Jun 15 2024
True And False Alarms in Quality Control
The SPC literature does not consider what happens when an organization successfully uses its tools. It stabilizes unstable processes so that disruption from assignable causes becomes increasingly rare. While this happens, the false alarms from the common causes remain at the same frequency, and the ratio of true to false alarms drops to a level that destroys the credibility of the alarms.
This is a signal that further quality improvement can only be pursued with other tools, typically the conversion to one-piece flow to accelerate the detection of problems and, once human error becomes the dominant cause of defects, error-proofing. This article digs into the details of how this happens with control charts.
Nov 7 2025
The Lowdown on the Range Chart
To use in-process measurements for quality control 100 years ago, Walter Shewhart proposed the \bar{X}-\sigma charts. It entailed arranging workpieces in rational subgroups, summarizing measurements by subgroup into means and standard deviations, charting both, and checking new values against control limits.
When Harold Dodge tried to implement the \bar{X}-\sigma charts at Western Electric, the engineers balked at calculating sample standard deviations with paper, pencils, and slide rules. To gain acceptance, Dodge let them use sample ranges and plot them in R charts instead. While easier to understand and to use daily, sample ranges are mathematically more complex and more sensitive to extreme values than standard deviations.
The SPC literature glosses over the motivation for the R chart and its math. It provides recipes for using these charts, but no explanation. We shouldn’t ask manufacturing professionals to use a tool without explaining its purpose and its theory. This is what this post is trying to remedy.

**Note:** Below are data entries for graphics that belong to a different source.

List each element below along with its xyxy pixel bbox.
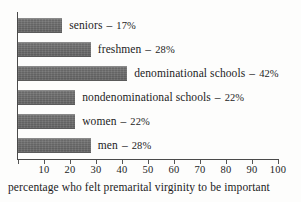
bar-rect [18,66,127,81]
bar-label: men – 28% [91,138,151,153]
x-axis-tick [18,160,19,164]
bar-category-name: men [98,139,118,151]
bar-chart-figure: 102030405060708090100 seniors – 17%fresh… [0,0,301,202]
bar-value-text: 28% [132,140,152,151]
bar-label: women – 22% [75,114,150,129]
plot-area: 102030405060708090100 seniors – 17%fresh… [0,0,301,175]
bar-category-name: women [82,115,116,127]
bar-value-text: 22% [225,92,245,103]
bar-rect [18,18,62,33]
bar-category-name: nondenominational schools [82,91,211,103]
bar-value-text: 42% [259,68,279,79]
bar-row: men – 28% [18,135,151,150]
bar-label-separator: – [245,67,259,79]
bar-label: nondenominational schools – 22% [75,90,244,105]
bar-label: denominational schools – 42% [127,66,278,81]
bar-label-separator: – [118,139,132,151]
bar-label: seniors – 17% [62,18,136,33]
x-axis-tick-label: 100 [263,163,293,176]
bar-label-separator: – [117,115,131,127]
bar-row: women – 22% [18,111,150,126]
bar-rect [18,42,91,57]
chart-caption: percentage who felt premarital virginity… [8,180,298,195]
bar-value-text: 17% [116,20,136,31]
bar-label-separator: – [141,43,155,55]
bar-rect [18,114,75,129]
bar-row: nondenominational schools – 22% [18,87,244,102]
bar-category-name: denominational schools [134,67,245,79]
bar-label-separator: – [102,19,116,31]
bar-rect [18,138,91,153]
bar-label: freshmen – 28% [91,42,175,57]
bar-rect [18,90,75,105]
bar-category-name: seniors [69,19,102,31]
bar-category-name: freshmen [98,43,142,55]
bar-row: freshmen – 28% [18,39,175,54]
bar-row: seniors – 17% [18,15,136,30]
bar-value-text: 28% [155,44,175,55]
bar-row: denominational schools – 42% [18,63,279,78]
bar-value-text: 22% [130,116,150,127]
bar-label-separator: – [211,91,225,103]
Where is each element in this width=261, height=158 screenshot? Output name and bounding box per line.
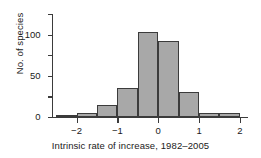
x-axis-tick [117, 118, 118, 123]
y-axis-tick: 100 [48, 35, 53, 36]
histogram-bar [179, 92, 199, 117]
y-axis-line [52, 14, 53, 117]
y-axis-tick [48, 14, 53, 15]
x-axis-tick-label: 0 [156, 125, 161, 136]
histogram-bar [97, 105, 117, 117]
x-axis-tick [240, 118, 241, 123]
histogram-bar [77, 113, 97, 117]
histogram-bar [56, 115, 76, 117]
x-axis-line [52, 117, 248, 118]
x-axis-tick-label: 2 [237, 125, 242, 136]
plot-area: 050100 −2−1012 [52, 14, 244, 117]
x-axis-tick-label: −1 [112, 125, 123, 136]
y-axis-tick-label: 0 [35, 111, 40, 122]
histogram-bar [138, 32, 158, 117]
histogram-bar [158, 41, 178, 117]
y-axis-tick [48, 96, 53, 97]
y-axis-tick-label: 100 [25, 29, 41, 40]
x-axis-tick [199, 118, 200, 123]
y-axis-tick-label: 50 [30, 70, 41, 81]
y-axis-tick [48, 55, 53, 56]
x-axis-title: Intrinsic rate of increase, 1982–2005 [0, 140, 261, 151]
x-axis-tick [77, 118, 78, 123]
histogram-bar [199, 113, 219, 117]
y-axis-tick: 0 [48, 117, 53, 118]
y-axis-title: No. of species [14, 0, 25, 99]
x-axis-tick [158, 118, 159, 123]
x-axis-tick-label: 1 [196, 125, 201, 136]
histogram-figure: No. of species 050100 −2−1012 Intrinsic … [0, 0, 261, 158]
y-axis-tick: 50 [48, 76, 53, 77]
x-axis-tick-label: −2 [71, 125, 82, 136]
histogram-bar [117, 88, 137, 117]
histogram-bar [219, 113, 239, 117]
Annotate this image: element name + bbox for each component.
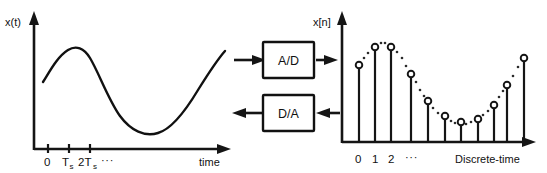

Like all control charts, the R chart uses limits calculated for the Gaussian distribution. As no simple formula is available for the R chart, setting control limits for it requires numerical approximations that must have consumed months for human computers in 1924. Today, you can replicate them instantaneously with software. These calculations reveal that the \pm 3\sigma limits in the books for the range chart do not actually encompass the 99.73% of the distribution that they do in \bar{X} charts.
The R chart was an ingenious workaround to technical and human constraints of the 1920s that no longer exist. Today, rather than blindly applying these tools, we must draw inspiration from their inventors and develop solutions to meet the process capability challenges we are actually facing.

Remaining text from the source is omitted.